The best thing that blacks can do is to go to college and come back to the community, he said.

“We need to have more people in college (to) get back to the community and fix some (of) our problems of violence and broken families.”

He said one reason students do not go to college is because they are not encouraged by their high schools or families to pursue higher education.

In public high schools, the counselors don’t have the time for students because of the number of students they need to serve, and sometimes they’ll tell their students that due to low gpa and SAT scores they will not be able to go to college, and that it is better for them to go to a community college, Wilson said.

Wilson said it is important to have events like Super Sundays, because the African-American youth is not getting enough information and motivation.

Wilson also said one of the purposes of Super Sundays is to talk to parents to encourage their kids to go to college.

Gregory Hall, 46, father of Alisha Hall, said he wishes he would have had a chance to attend college preparation programs like Super Sundays when he was younger. He is glad that his daughters are getting this type of exposure.

“As a parent you always want them (your children) to go to college,” Gregory Hall said. “It is extremely important,” he added, for his daughters to have access to this information because “it is competitive in the world today and they need (education) to be successful.”

Gigi McGuire, recruitment services coordinator at CSUN, said that her plan is “to have follow-up events in these churches, so we can go back to the churches and give applications.”

She also said that black churches have a lot to do with what is going on in that community. They have an important influence on the community.

While the numbers show low enrollment, African-American students maintain their desire to continue their education.

College “is a must,” said Vanyssa Brownlee, 17, as she grabbed CSU brochures from the CSU table at the Hall of the West Angeles Church.

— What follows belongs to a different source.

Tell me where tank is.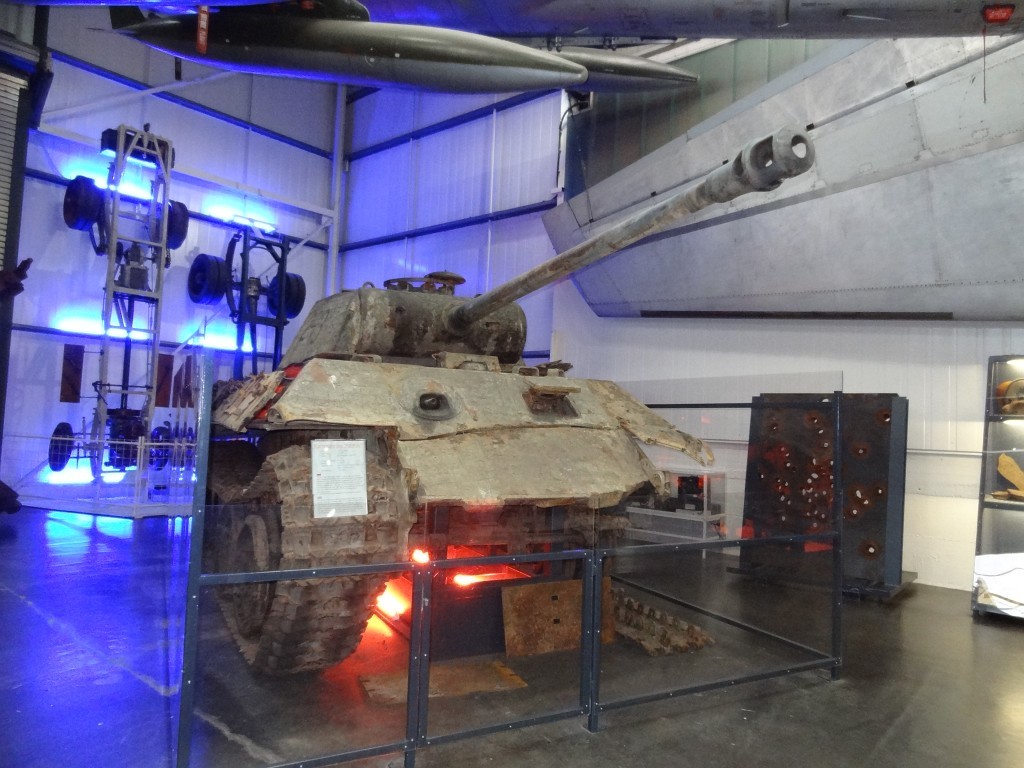
tank is at {"left": 208, "top": 121, "right": 814, "bottom": 679}.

Brownlee said she loves kids and wants to go to college to become a pediatrician.

For Brownlee college would give her much more than a degree.

“I don’t have anyone in my family in college,” Brownlee said. “I want to be the first one in my fami
ly. I want to (make my) grandma and my mom proud.”

Brownlee said that in her senior class the majority of her classmates are planning to go to college.

In order to have better opportunities in life, Brownlee knows she has to go to college.

“All the good jobs recommend a college degree,” Brownlee said.

Brownlee also wants to be able to give her children something she never had.

“I want to be able to tell my children I went to college,” she said.